╭──

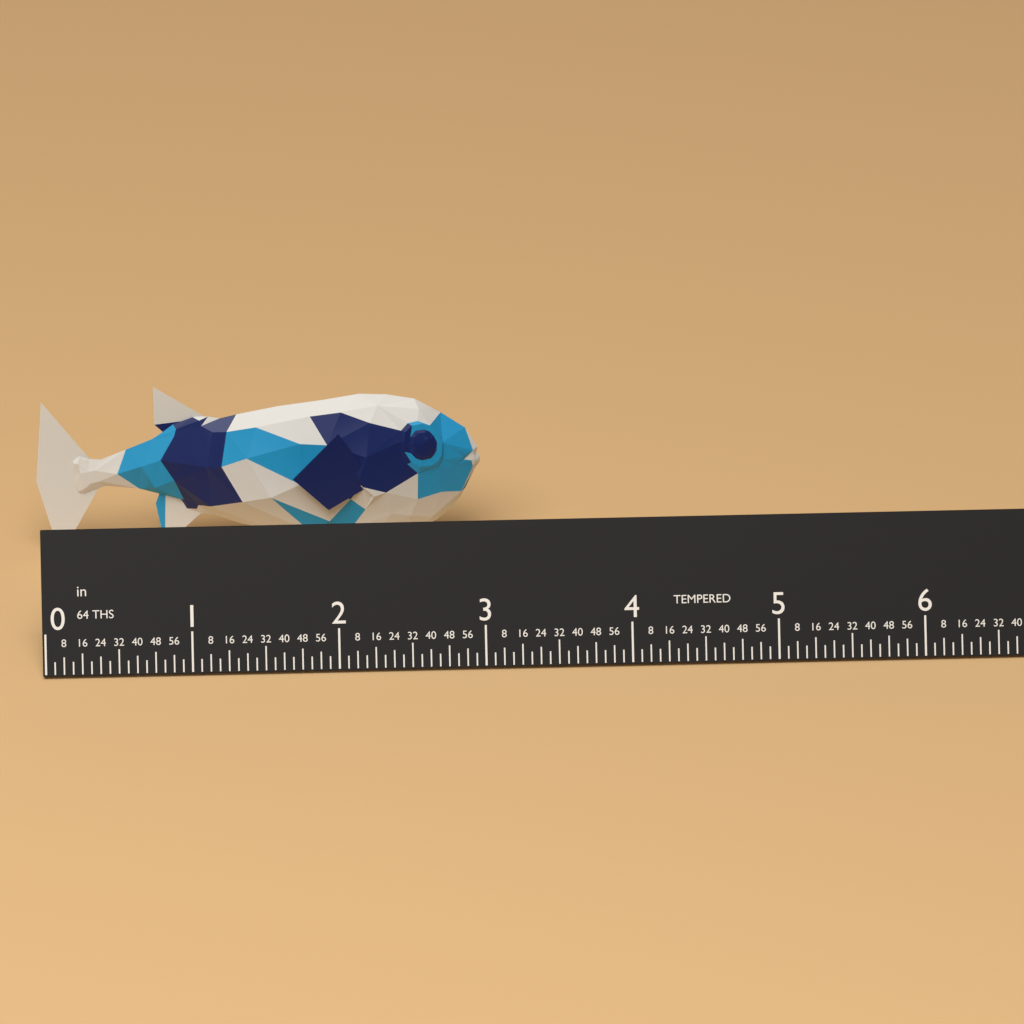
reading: 3.0625 in
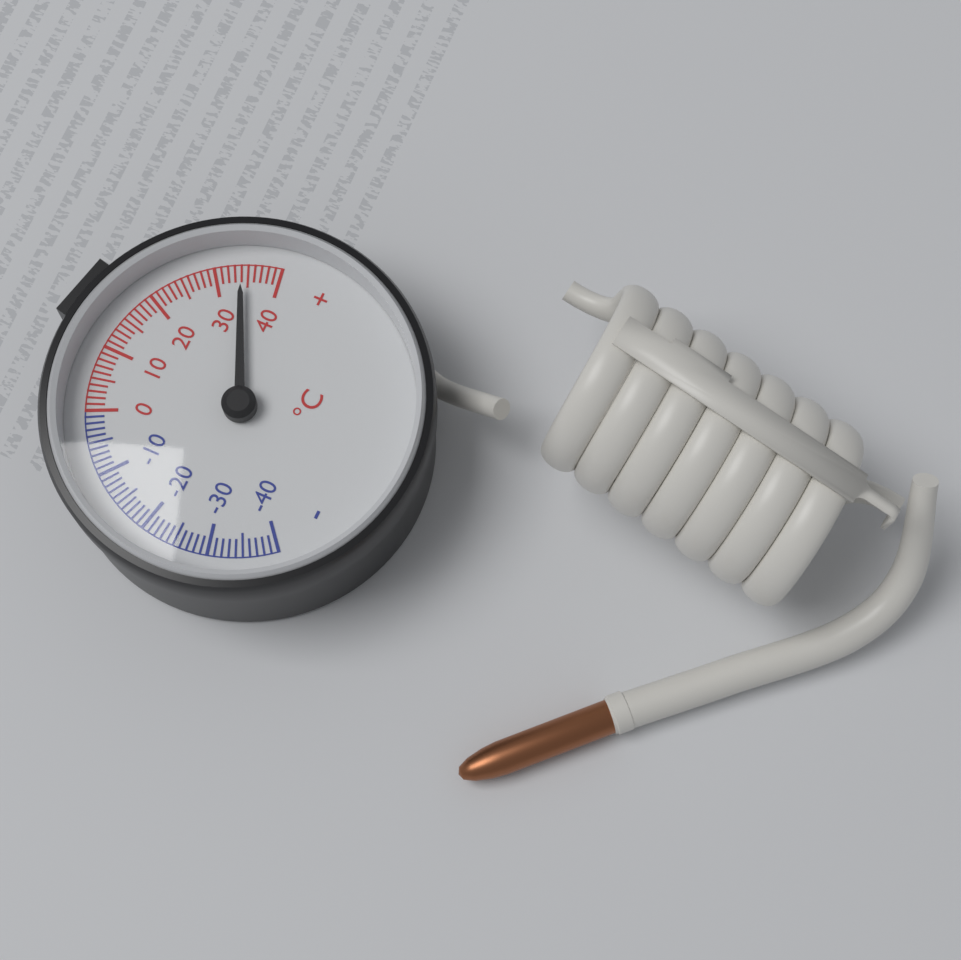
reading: 34 °C
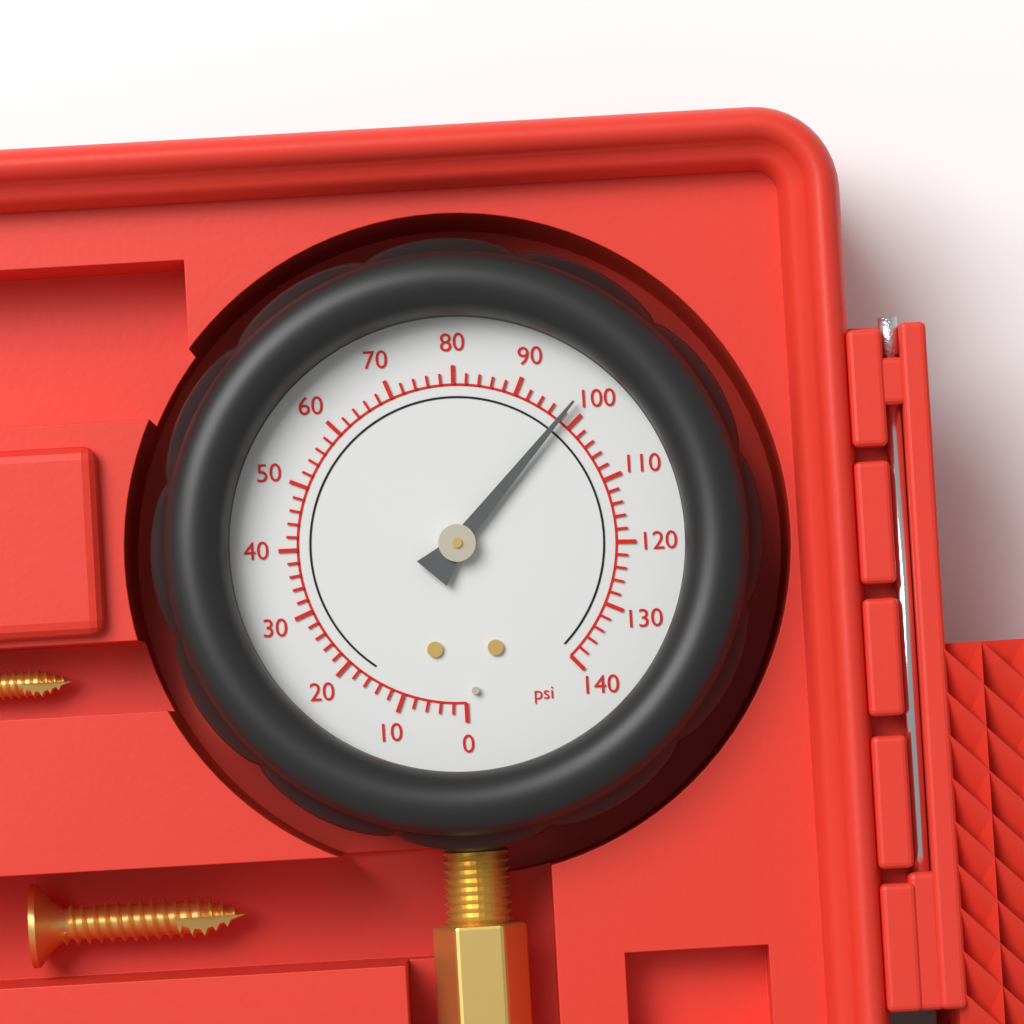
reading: 98 psi
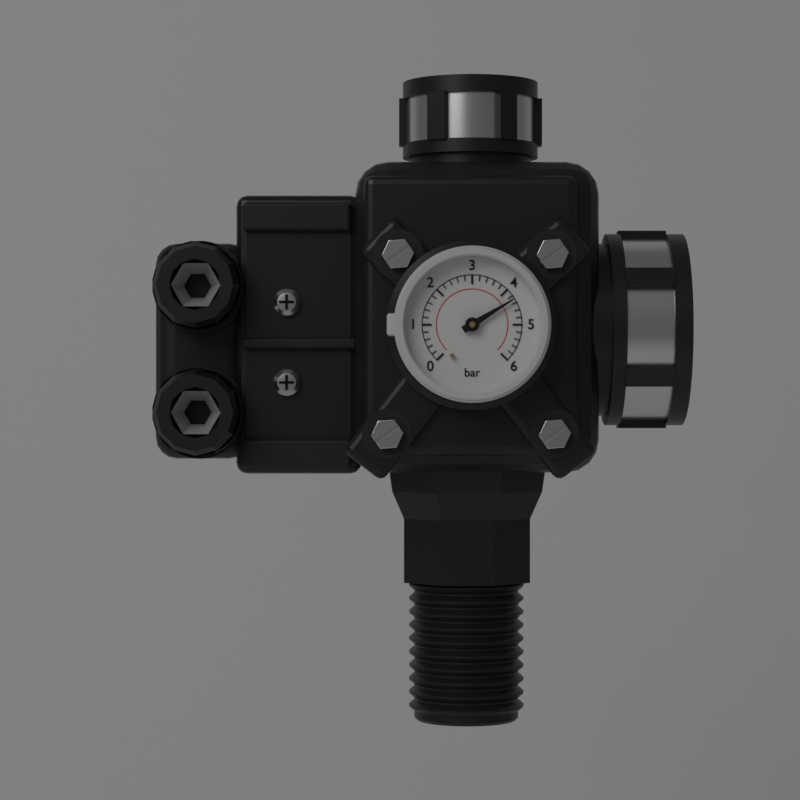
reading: 4.3 bar
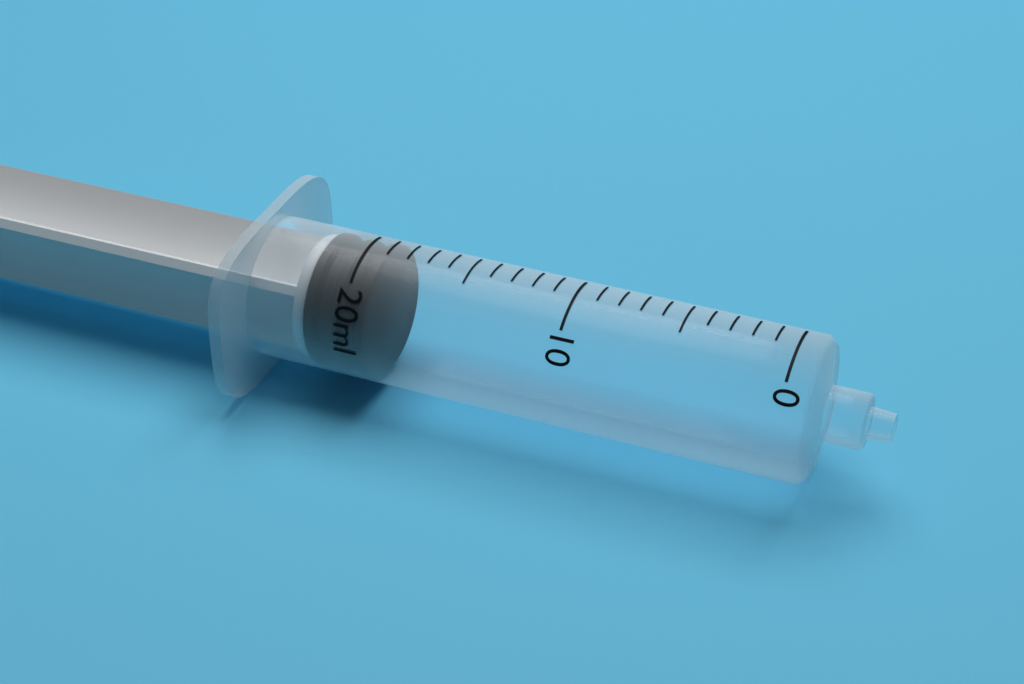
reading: 19 ml
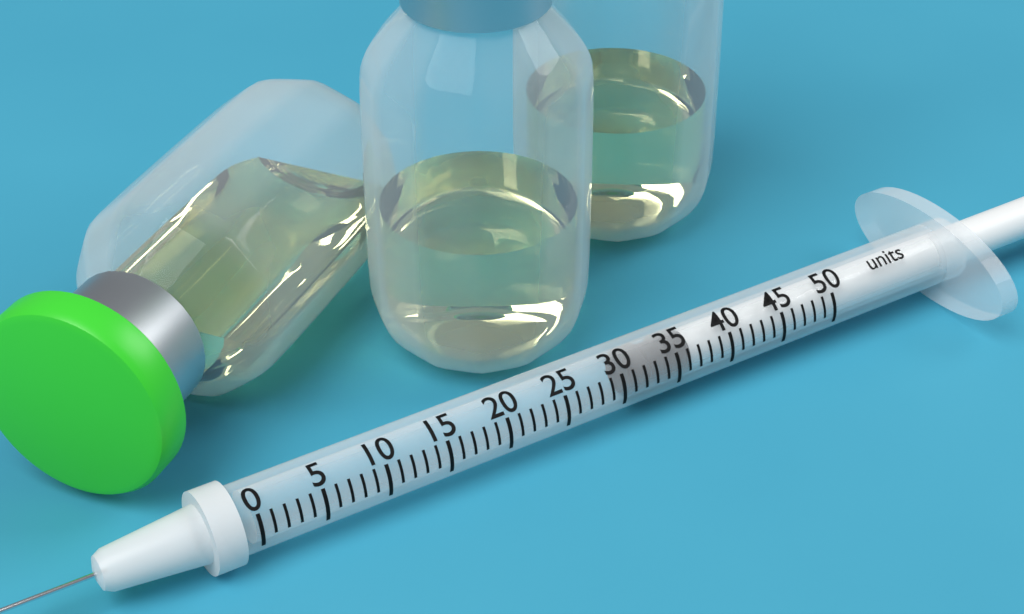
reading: 31 units
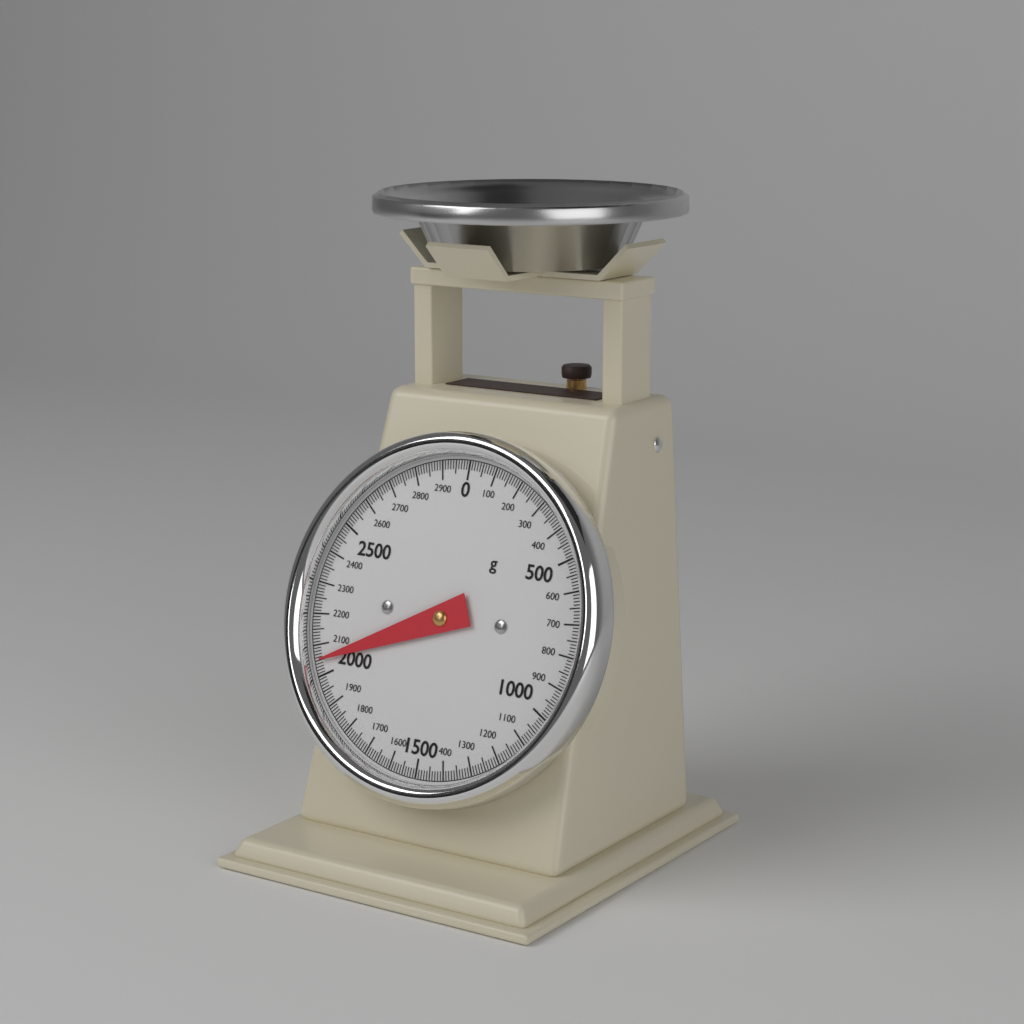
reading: 2050 g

╰──

ACTIVITY:
Please print the listing above again word for word, without its pictures.

TASK RESPONSE:
reading: 3.0625 in
reading: 34 °C
reading: 98 psi
reading: 4.3 bar
reading: 19 ml
reading: 31 units
reading: 2050 g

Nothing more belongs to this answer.